Mon. Nov 18th, 2024

8 Ways to Avoid the Flu and Colds

Washing hands

Just because it’s cold and flu season doesn’t mean you’re destined to get sick. Sure, it’s tough to avoid germs when many of us are inside most of the day, avoiding wintry weather and getting less fresh air than during the warmer months.

And when there is coughing and sneezing going on around you, how do you prevent yourself from becoming susceptible? For starters, experts say, practice good overall health habits, like eating right and getting enough sleep.

Here are eight ways to avoid getting sick this winter:

1. Wash your hands. Frequently washing your hands with soap and water, or using an alcohol hand sanitizer will help keep germs at bay. When washing hands, health experts recommend rubbing them together vigorously for at least 20 seconds and turning off the faucet with a towel. While you’re at work, routinely clean objects and surfaces that are touched frequently, like a computer keyboard and mouse, phone, and doorknob.

2. Avoid touching your eyes. And keep your hands away from your nose and mouth, too. The flu and colds spread from person to person through droplets expelled from coughing and sneezing, and by touching infected objects and then touching our mouths, eyes, and noses, according to health experts. Cough and sneeze into a tissue. If you don’t have one, cough or sneeze into the inside of your elbow to avoid spreading germs.

3. Get a flu shot. The Centers for Disease Control and Prevention recommends that everyone 6 months and older receive the flu vaccine. Some groups of people, including pregnant women, children younger than 2, and people with chronic medical conditions like asthma and diabetes are considered especially vulnerable to getting serious flu-related complications and are particularly encouraged to get the vaccine. People with a severe allergy to chicken eggs shouldn’t be vaccinated because the vaccine is made using them, the CDC advises.

4. Limit contact. Flu symptoms start one to four days after infection, but an adult with the flu is contagious beginning the day before symptoms develop and up to five to seven days after they hit. So you can be spreading the virus before you know that you are ill. The Centers for Disease Control and Prevention recommend staying home for 24 hours after your fever has broken—and that’s if it breaks without the aid of fever-reducing medicine.

5. Practice health habits. Be sure to get enough sleep, eat nutritious food, drink lots of fluids, and get regular exercise to help maintain overall good health. Staying hydrated—drinking eight eight-ounce glasses of fluid a day—helps flush the body of toxins, reports WebMD.com. You’ll know you are well hydrated if your urine is nearly clear. Doing heart-pumping aerobic exercise, like brisk walking or biking, helps increase the body’s ability to fight viruses.

6. Don’t smoke. Cigarette smoke contains toxins that paralyze cilia, tiny, hair-like projections that line mucous membranes in our noses and lungs, and work to sweep out viruses and other invaders. Cilia also move mucous out of the lungs and generally work to keep them infection free. Health experts believe having impaired cilia is one of the reasons smokers suffer a higher incidence of pulmonary infection, according to Livestrong.com.

7. Eat yogurt. Bacteria in some active yogurt cultures work to prevent colds, according to the National Institutes of Health. Researchers believe the bacteria stimulate the immune system to fight disease. Studies have shown that people who eat yogurt daily have 25 percent fewer colds. So grab a spoon; two six-ounce servings a day of yogurt containing the bacteria Lactobacillus reuteri is recommended, says eHow.com

8. Hit the sauna. An Austrian study of 50 people—25 who took saunas over six months and 25 who did not—found that the sauna-bathing group experienced fewer colds. In fact, during the last three months of the study by researchers at the University of Vienna, the sauna group reported half the number of colds of the control group. Health experts speculate that the heat from a sauna weakens cold and flu viruses.

For the original article, visit newsmaxhealth.com.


EXERCISE AIM - Reproduce only the lines that begin at the line with "What elements are" and run to the end of the entries; omit every picture.

SUPPLIED ENTRIES -
• • • • •
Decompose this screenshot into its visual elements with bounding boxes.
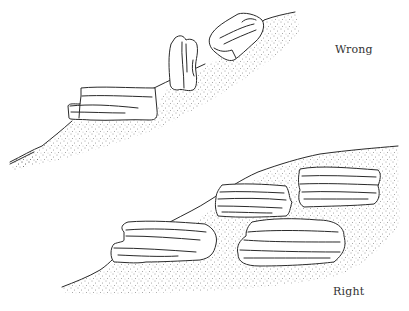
right-panel <box>10 146 400 294</box>
right-rock-lower-right <box>237 219 345 266</box>
right-rock-middle <box>215 184 292 217</box>
right-label: Right <box>333 285 364 298</box>
wrong-rock-flat <box>68 87 157 120</box>
wrong-panel <box>10 12 300 168</box>
wrong-label: Wrong <box>335 43 373 56</box>
right-rock-upper-right <box>299 167 381 207</box>
wrong-rock-upright <box>169 36 197 91</box>
right-rock-lower-left <box>111 221 217 263</box>
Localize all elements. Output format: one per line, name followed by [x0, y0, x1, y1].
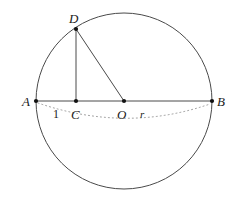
point-dot-c [74, 99, 78, 103]
figure-canvas: A C O B D 1 r [0, 0, 240, 200]
point-dot-o [122, 99, 126, 103]
measure-label-r: r [140, 108, 145, 120]
point-label-b: B [217, 94, 225, 109]
point-label-o: O [117, 107, 127, 122]
point-label-c: C [71, 107, 80, 122]
point-dot-d [74, 27, 78, 31]
measure-label-one: 1 [53, 107, 59, 121]
geometry-figure: A C O B D 1 r [0, 0, 240, 200]
point-label-a: A [21, 94, 30, 109]
point-dot-a [34, 99, 38, 103]
point-dot-b [210, 99, 214, 103]
point-label-d: D [68, 11, 79, 26]
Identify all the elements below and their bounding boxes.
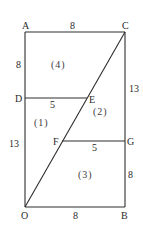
- region-label-2: (2): [93, 106, 108, 118]
- point-label-O: O: [21, 210, 28, 221]
- length-label-OB: 8: [73, 210, 78, 221]
- point-label-F: F: [53, 136, 59, 147]
- point-label-A: A: [22, 20, 30, 31]
- point-label-B: B: [121, 210, 128, 221]
- length-label-GB: 8: [128, 169, 133, 180]
- length-label-AD: 8: [16, 59, 21, 70]
- point-label-C: C: [122, 20, 129, 31]
- point-label-G: G: [127, 136, 134, 147]
- geometry-diagram: A C D E F G O B 8 8 13 13 8 8 5 5 (4) (1…: [0, 0, 143, 232]
- length-label-FG: 5: [92, 142, 97, 153]
- region-label-3: (3): [78, 169, 93, 181]
- length-label-DE: 5: [50, 99, 55, 110]
- region-label-1: (1): [34, 117, 49, 129]
- region-label-4: (4): [51, 59, 66, 71]
- length-label-AC: 8: [70, 20, 75, 31]
- point-label-E: E: [89, 94, 95, 105]
- length-label-DO: 13: [9, 138, 19, 149]
- point-label-D: D: [15, 93, 22, 104]
- length-label-CG: 13: [129, 83, 139, 94]
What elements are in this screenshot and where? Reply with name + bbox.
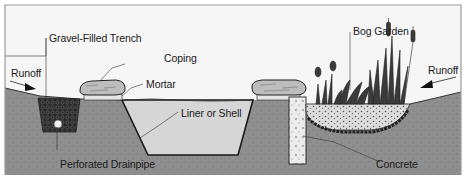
- perforated-drainpipe: [54, 120, 62, 128]
- coping-stone-left: [80, 80, 125, 95]
- label-mortar: Mortar: [146, 78, 176, 90]
- concrete-footing: [289, 97, 306, 164]
- coping-stone-right: [252, 80, 306, 95]
- label-runoff-left: Runoff: [11, 67, 41, 79]
- label-concrete: Concrete: [376, 158, 418, 170]
- label-bog-garden: Bog Garden: [353, 25, 409, 37]
- label-runoff-right: Runoff: [428, 64, 458, 76]
- label-coping: Coping: [164, 52, 197, 64]
- label-perforated-drainpipe: Perforated Drainpipe: [60, 158, 155, 170]
- label-gravel-filled-trench: Gravel-Filled Trench: [49, 32, 142, 44]
- label-liner-or-shell: Liner or Shell: [181, 107, 241, 119]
• • • • •
ANSWER TO THIS EXERCISE -
What elements are in this screenshot and where? Reply with name + bbox.
- perforated-drainpipe: [54, 120, 62, 128]
- coping-stone-left: [80, 80, 125, 95]
- label-mortar: Mortar: [146, 78, 176, 90]
- concrete-footing: [289, 97, 306, 164]
- coping-stone-right: [252, 80, 306, 95]
- label-runoff-left: Runoff: [11, 67, 41, 79]
- label-concrete: Concrete: [376, 158, 418, 170]
- label-bog-garden: Bog Garden: [353, 25, 409, 37]
- label-runoff-right: Runoff: [428, 64, 458, 76]
- label-coping: Coping: [164, 52, 197, 64]
- label-perforated-drainpipe: Perforated Drainpipe: [60, 158, 155, 170]
- label-gravel-filled-trench: Gravel-Filled Trench: [49, 32, 142, 44]
- label-liner-or-shell: Liner or Shell: [181, 107, 241, 119]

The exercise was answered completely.